Chamber-of-Darkness-5
I’m back from the comic shop this week and I got eight new comics.

  • Pretty Deadly – 1
  • Velvet – 1
  • Satellite Sam – 4
  • Clone – 11
  • Dark Horse Presents – 29
  • Harbinger – 17
  • The Massive – 16
  • Mind MGMT – 16
  • This week’s comic book cover to look at and examine is “Chamber of Darkness” #5 published by Marvel in 1970. Jack Kirby does the pencils and Bill Everett does the inks. You generally can’t go wrong with a Kirby cover but I find this one extra fun. Everett on the inks makes it especially lush.

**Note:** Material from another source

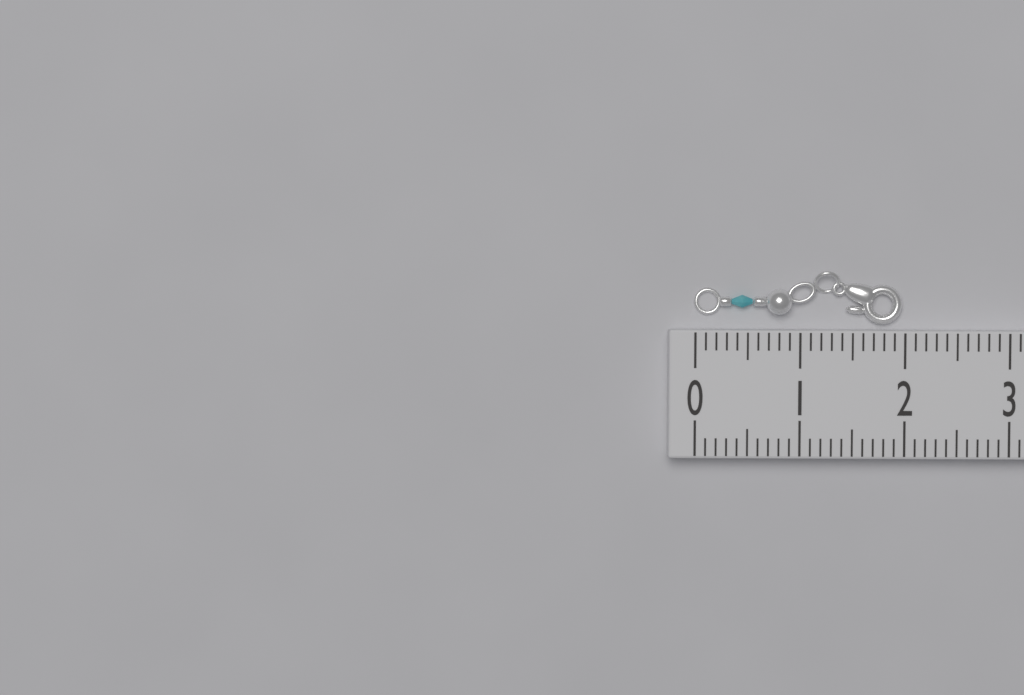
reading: 2.0 (no unit)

    First off I like the image of the monster walking right through the wall. That’s not an easy thing to pull off and here it’s done perfectly. The guy at the bottom recoiling in fear is nicely done too. There is a lot of Everett in that guy’s face of fear. It’s a composition that’s unusual. You hardly ever see a large character on the bottom of a cover looking up. That monster is practically stepping on him. I think that composition is what draws me most to this comic. I also like the decorative elements that are on the wall. From the dragons to the bricks to the repeating design elements it’s all good stuff.

    The colors here are unusual but I like them. It reverses the normal warm/cool order by putting the hot colors in back and the cool colors in front. That orange wall brings me in like a bull’s eye in the middle of the cover. The logo stands out in white against a deep purple box on top of a full strength red background. Not to mention green areas on either side of the logo. That is just crazy. None of it should work but it all does. The blue of the man on the bottom even grounds the whole thing. I find the color remarkable.

    There is a lot more type on this cover than it needs but that’s okay because the cover is trying for over-the-top. In the cover’s story it’s capturing a chaotic moment and all that type in different color and styles adds to the chaos in a good way. There is black, white, yellow, and red type on this cover. You don’t see that all the time and for good reason. But here it works.

    I like the story, I like the drawing, I like the color, I like execution. How much more could I ask from a cover?